The intervention question.
The New York
Herald of the 27th, gives the following summery of the news by the
Etna, which left
Liverpool on the 12th instant:
‘
We believe that the question of French intervention in our affairs has received a quietus in a dispatch recently issued by M
Drouyn de L'Huys to the
Minister of the
French Governments at
Washington, which comprises an answer to
Mr. Seward's memorable note of the 6th ult. The spirit of the dispatch forwarded by
M. Drouyn de L'Huys involves a withdrawal on the part of
France from all further offer of mediation — a course which she has adopted with regret — and assumes henceforth the part of a simple spectator in the contest confining herself to following merely the course of events.
At the same time the
Cabinet of
Louis Napoleon expresses its sorrow that its suggestions, as expressed in its counsels on the 9th of January, were not more fully comprehended by
Mr. Seward; but it declares that its opinions remain uncharged, notwithstanding the arguments of our
Secretary of State.
The idea of French intervention may there are be considered as an end, unless the "course of events" should again call it into life.
’
The London
Times speculates in an editorial, on the probability that a strong Democratic party will be organized in the
Northern States of
America, on the basis of making an offer of peace to the
South.
The offer will be made, it is supposed and refused, and then the
Southern States will be permitted to leave the
Union.
The London
Times also asserts that the
Government at
Washington is dispatching large armies "to all sorts of places," but that the
Executive does not know or care anything about them afterwards.
A letter from
Frankfort states that a Confederate lean, of considerable amount, had been negotiated in that city and
Paris by a very respectable and cautions house.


■ WHAT TO PRODUCE: Lines with the word "Toggle" in them are the ones to copy from the records.

■ DATA UNDER STUDY:

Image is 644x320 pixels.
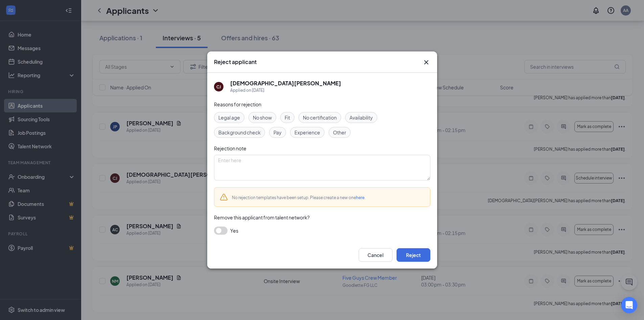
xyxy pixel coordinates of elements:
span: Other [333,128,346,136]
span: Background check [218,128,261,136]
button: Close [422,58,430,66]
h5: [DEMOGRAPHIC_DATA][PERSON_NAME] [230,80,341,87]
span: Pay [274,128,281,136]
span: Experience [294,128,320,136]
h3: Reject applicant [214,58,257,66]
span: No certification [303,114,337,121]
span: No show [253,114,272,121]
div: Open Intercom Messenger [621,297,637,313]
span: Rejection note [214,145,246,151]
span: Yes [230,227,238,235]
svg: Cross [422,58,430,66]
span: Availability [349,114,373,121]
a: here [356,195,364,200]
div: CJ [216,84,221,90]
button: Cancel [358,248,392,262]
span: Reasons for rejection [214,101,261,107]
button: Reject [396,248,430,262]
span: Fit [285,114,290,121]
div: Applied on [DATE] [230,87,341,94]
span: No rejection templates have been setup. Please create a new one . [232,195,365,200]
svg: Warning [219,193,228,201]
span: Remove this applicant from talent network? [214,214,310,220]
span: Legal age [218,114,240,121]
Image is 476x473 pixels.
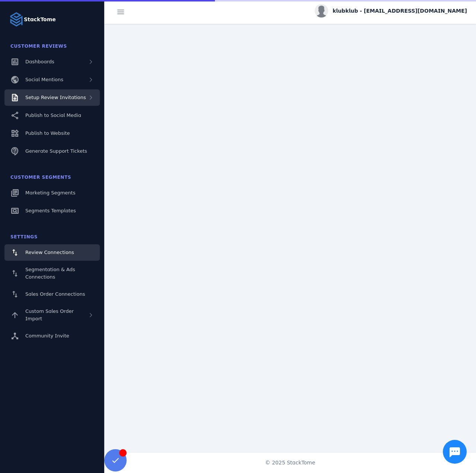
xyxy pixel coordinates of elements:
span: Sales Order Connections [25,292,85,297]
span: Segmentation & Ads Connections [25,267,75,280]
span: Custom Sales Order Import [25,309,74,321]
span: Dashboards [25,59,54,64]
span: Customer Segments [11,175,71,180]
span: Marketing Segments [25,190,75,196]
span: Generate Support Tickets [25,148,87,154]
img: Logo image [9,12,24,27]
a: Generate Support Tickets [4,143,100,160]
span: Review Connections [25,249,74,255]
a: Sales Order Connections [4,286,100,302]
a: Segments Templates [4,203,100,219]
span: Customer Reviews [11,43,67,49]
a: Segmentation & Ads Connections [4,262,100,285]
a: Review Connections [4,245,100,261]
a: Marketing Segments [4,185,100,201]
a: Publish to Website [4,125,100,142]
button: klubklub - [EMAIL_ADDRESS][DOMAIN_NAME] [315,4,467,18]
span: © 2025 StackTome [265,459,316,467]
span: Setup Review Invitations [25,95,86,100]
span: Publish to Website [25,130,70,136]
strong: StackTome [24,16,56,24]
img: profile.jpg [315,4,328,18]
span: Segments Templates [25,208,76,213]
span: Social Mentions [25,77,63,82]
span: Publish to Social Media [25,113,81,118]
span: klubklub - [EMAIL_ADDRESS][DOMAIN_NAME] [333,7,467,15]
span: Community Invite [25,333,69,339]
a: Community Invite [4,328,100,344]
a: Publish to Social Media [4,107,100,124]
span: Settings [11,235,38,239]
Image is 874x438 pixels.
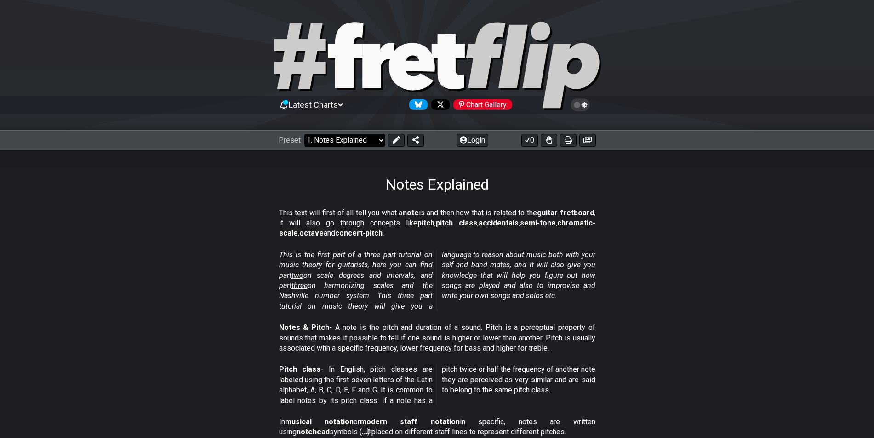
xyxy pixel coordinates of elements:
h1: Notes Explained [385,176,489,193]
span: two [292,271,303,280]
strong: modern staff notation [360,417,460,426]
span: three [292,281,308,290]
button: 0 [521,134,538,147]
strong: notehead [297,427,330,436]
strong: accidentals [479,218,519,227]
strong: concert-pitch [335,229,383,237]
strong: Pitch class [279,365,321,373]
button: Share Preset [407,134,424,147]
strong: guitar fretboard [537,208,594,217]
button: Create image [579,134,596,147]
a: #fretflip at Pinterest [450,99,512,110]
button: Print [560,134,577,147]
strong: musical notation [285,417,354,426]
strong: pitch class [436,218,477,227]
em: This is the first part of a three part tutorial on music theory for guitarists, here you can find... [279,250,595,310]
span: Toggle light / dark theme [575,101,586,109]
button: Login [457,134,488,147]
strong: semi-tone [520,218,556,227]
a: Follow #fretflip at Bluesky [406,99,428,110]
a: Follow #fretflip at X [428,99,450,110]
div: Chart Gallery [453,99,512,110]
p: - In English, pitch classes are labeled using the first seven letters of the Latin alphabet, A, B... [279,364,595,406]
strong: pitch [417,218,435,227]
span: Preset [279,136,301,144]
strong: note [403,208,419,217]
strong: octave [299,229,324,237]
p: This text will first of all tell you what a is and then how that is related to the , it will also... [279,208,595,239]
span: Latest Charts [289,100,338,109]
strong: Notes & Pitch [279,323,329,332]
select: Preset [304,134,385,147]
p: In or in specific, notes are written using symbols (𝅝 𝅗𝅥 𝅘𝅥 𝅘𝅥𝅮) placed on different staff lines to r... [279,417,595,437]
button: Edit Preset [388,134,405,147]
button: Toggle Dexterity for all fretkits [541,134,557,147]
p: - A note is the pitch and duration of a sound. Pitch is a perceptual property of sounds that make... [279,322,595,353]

■ SOLUTION TO THIS TASK:
span: Toggle light / dark theme [575,101,586,109]
button: Toggle Dexterity for all fretkits [541,134,557,147]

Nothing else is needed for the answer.